“USCIS and the Pentagon ending expedited naturalization at [basic combat training] locations is very, very disappointing,” said Harminder Saini, a recruit originally from India, “because the Army used this incentive as a recruiting tool and are now backing off their promise. The fact that I potentially would be an American soldier but still not be an American citizen after finishing training doesn't feel right at all”:
“USCIS has decided to end the Naturalization at Basic Training Initiative,” says a USCIS public affairs guidance document dated from Jan. 30. The document cited “changes in Department of Defense requirements for certifying honorable service for US service members applying for naturalization.”
Those changes, announced last October, require active duty recruits to serve for at least 180 consecutive days and complete extra background and security checks before they can be granted citizenship. That delay forces many of the immigrant recruits to violate the visas that allowed them into the United States in the first place, subjecting them to immigration detention. It also denied them privileges that require citizenship, like applying for a drivers license in some states or seeking US residency for their to spouses and children.
The change in the program, which the Pentagon has laid to potential security threats and insufficient vetting, has angered recruits who say it violates the deal they made — providing the US military with much-needed language and medical skills in return for becoming US citizens after basic combat training, or BCT.
“Thousands of recruits who are green card holders with a two-year conditional permanent resident status face the same issue, as that status could expire while they are still waiting to report to BCT and be naturalized,” Buzzfeed continues:
Others have had their contracts cancelled or postponed when US Army recruiters, though often well intentioned, make mistakes on the complicated paperwork and land them in risky immigration situations.
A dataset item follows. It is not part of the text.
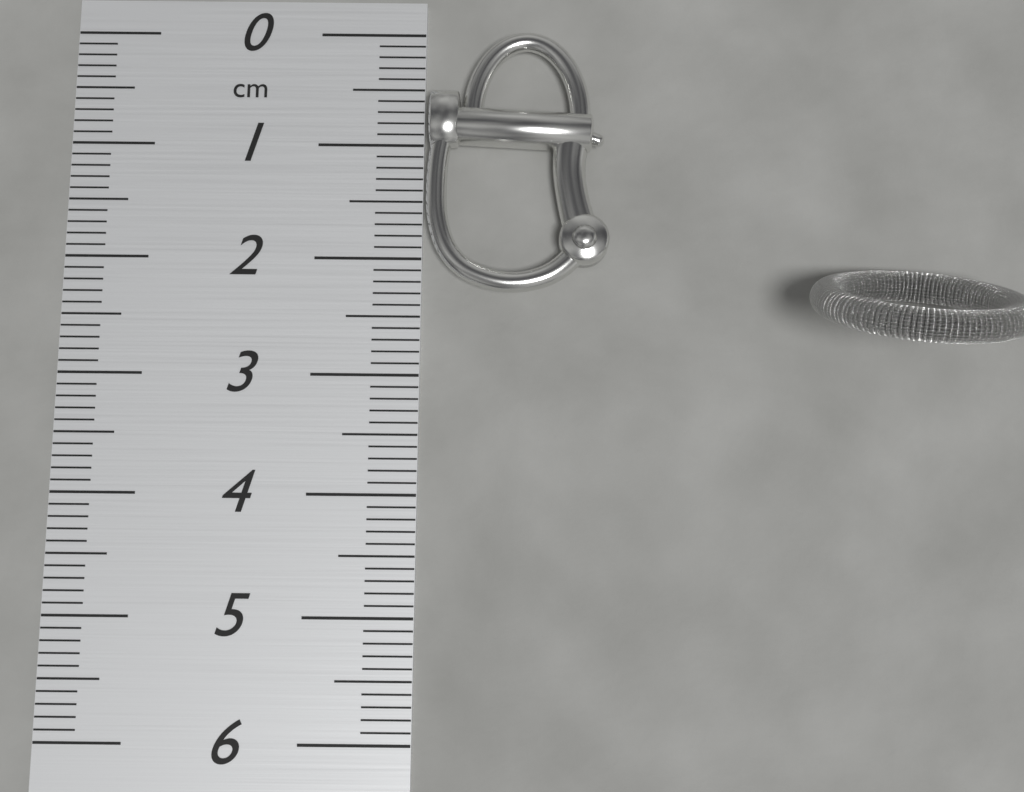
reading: 2.3 cm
The immigration office closures are “yet another roadblock from USCIS and the Army to us becoming legal,” William Medeiros, a 25-year-old US Army recruit, told BuzzFeed News.
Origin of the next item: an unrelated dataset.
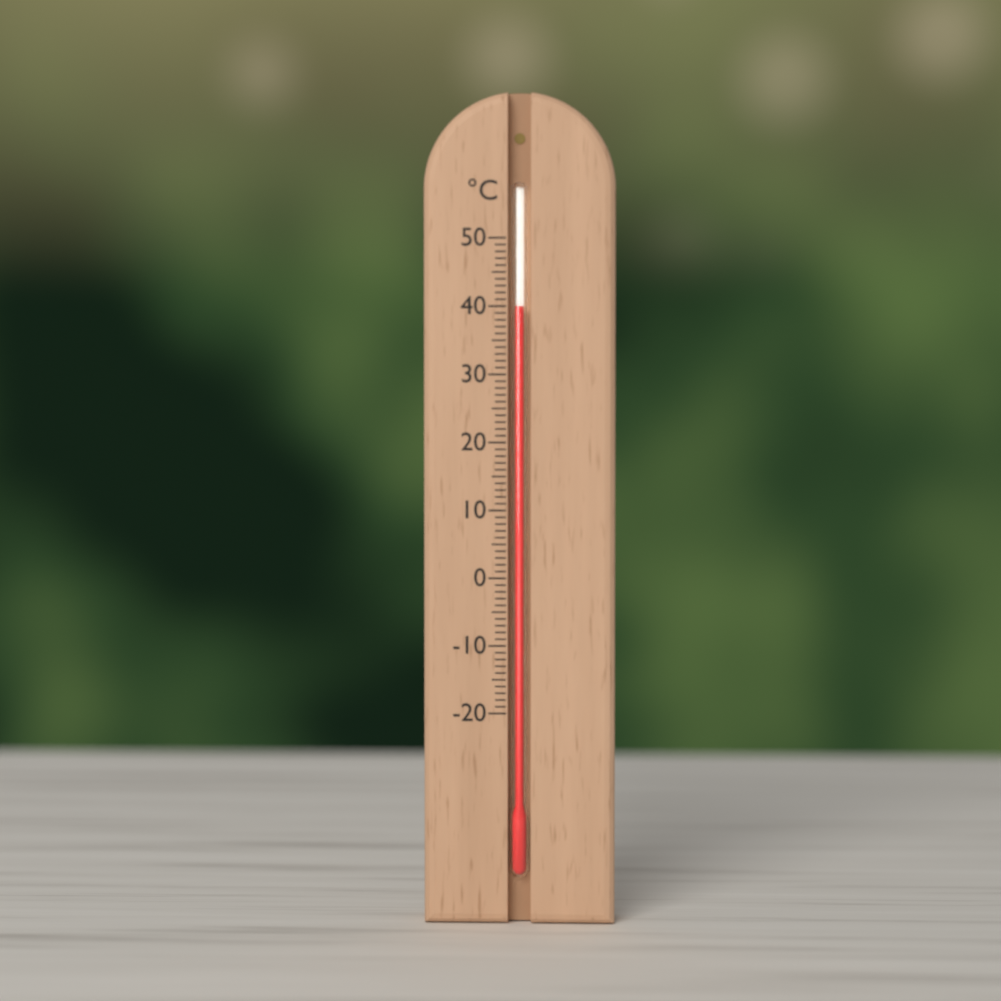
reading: 40 °C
“Even though you swore an oath to defend the only country you know…I guess military service from immigrants is not valued as it once was in this country,” he said.
This is ridiculous—and a shame. We should be making citizenship for members of the military easier, not more difficult. Instead, Trump wants to throw a military parade while ignoring the retired military leaders who have called for the DREAM Act now:
Dreamers are the next generation of patriotic and hardworking Americans who want to stay here, make a difference, and — for many -— sign up to protect us from threats around the world. They would continue the tradition that started during the Revolutionary War of immigrants giving the American military an edge. One in five Medal of Honor recipients are immigrants. And as of 2016, roughly half a million veterans were born outside the United States.
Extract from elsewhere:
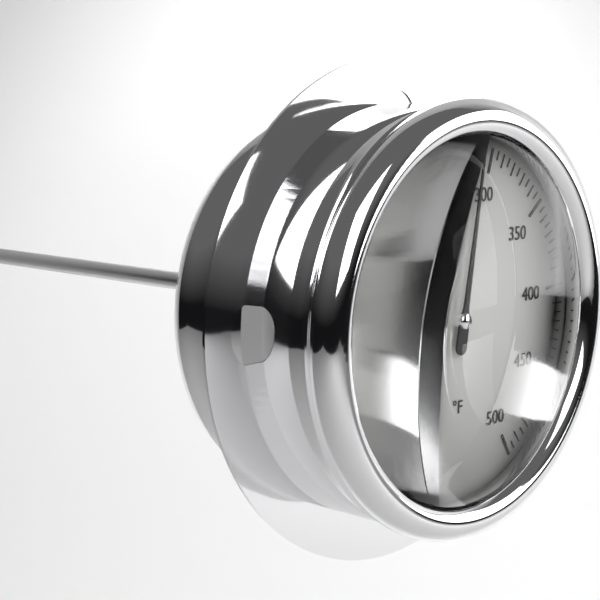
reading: 290 °F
That’s why [we] are calling on our leaders in Washington to find a solution, and soon. Each day, more than 120 DACA recipients lose their protection from deportation, and their ability to work and contribute. Without a deal, more than one-third of DACA recipients already in the Military Accessions Vital to the National Interest (MAVNI) program will be unable to fulfill their enlistment contracts and the military will lose these soldiers. We’d lose potentially thousands of additional men and women who would sign up to serve. And we’d send the wrong message to the world.
“Shame on USCIS,” tweeted Arizona Congressman Raul Grijalva. “If you're willing to enlist and put your life on the line for this country, you deserve citizenship. Leaving our vets open to deportation after their service is unacceptable.”